Semester

Spring

Date of Graduation

2022

Document Type

Dissertation

Degree Type

PhD

College

Eberly College of Arts and Sciences

Department

Mathematics

Committee Chair

Krzysztof Chris Ciesielski

Committee Member

Paul Gartside

Committee Member

Dening Li

Committee Member

Adrian Tudorascu

Committee Member

Jerzy Wojciechowski

Abstract

This dissertation is a summary of the author's research work, supervised by Professor Krzysztof Ciesielski, based on three published articles in the Journal of Mathematical Analysis and Applications and one published article in the Banach Journal of Mathematical Analysis. Our work focuses on the study of paradoxical real functions regarding differentiability and generalized continuity within the foundations of real analysis. The reasons why they are paradoxical are directly connected to their definitions, which will be provided and explained in the later texts. Note that all functions discussed in the dissertation are single-variable and real valued, that is, well-defined from a proper or improper subset of the set R of real numbers into R.

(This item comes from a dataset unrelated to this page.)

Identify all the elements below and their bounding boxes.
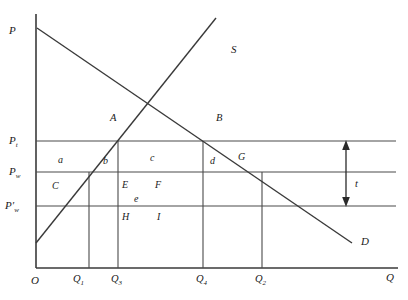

The material is presented in two independent chapters. Chapter 1 consists of a study of nowhere-monotone differentiable functions to which we refer as the differentiable monsters. Almost 130 years after A. Köpcke constructed the first differentiable monster and after its many simplifications, K. Ciesielski noticed a few years ago the simplest such construction by far. This construction was a shifted difference of two arbitrary strictly increasing Pompeiu-like functions, that is, of differentiable functions with their derivatives vanishing on a dense subset of their domain. However, not every differentiable monster of bounded variation admits such a Jordan-like decomposition that possesses Pompeiu-likeness. We have first characterized differentiable monsters that can be decomposed in such a ``nice'' way as those that are a difference of two increasing differentiable functions. Secondly, as Jarník's extension theorem allows a differentiable extension to be as ``good'' as being smooth on the extended parts, we work on the other direction and make a differentiable extension as ``bad'' as being nowhere-monotone on the extended parts. Since it is an easy consequence of Darboux's theorem that a differentiable monster must be Pompeiu-like, we have shown that a typical function in a designated complete metric space, which consists of all differentiable extensions that are Pompeiu-like on the extended part, is nowhere-monotone on the extended part. On the other hand, we have also shown that the family of nowhere nowhere-monotone functions is dense in this space.

In Chapter 2, we additionally impose a set-theoretical axiom that the set R is not a union of less than continuum-many meager sets. A Darboux function is a function that satisfies the intermediate value property, so the classes of Darboux-like functions represent a group of functions that are continuous in a generalized sense. On the contrary, Sierpiński-Zygmund functions, first constructed in 1923 by W. Sierpiński and A. Zygmund, have as little of the standard continuity as possible. The algebra of subsets generated by these classes and the Sierpiński-Zygmund functions has nine atoms, that is, the smallest nonempty elements of the algebra. In this work, we have crafted a lemma that easily create examples in each of these nine atoms with transfinite induction. Note that the examples within the seven of the nine atoms were first discovered by K. Ciesielski and C.-H. Pan and had been included in a survey of Sierpiński-Zygmund functions in 2019 by K. Ciesielski and J. Seoane-Sepúlveda. As lineability of the main classes of Darboux-like functions, as well as of Sierpiński-Zygmund functions, has been intensively studied, our presented work has caused some on-going researches in the lineability of the nine smaller classes mentioned above.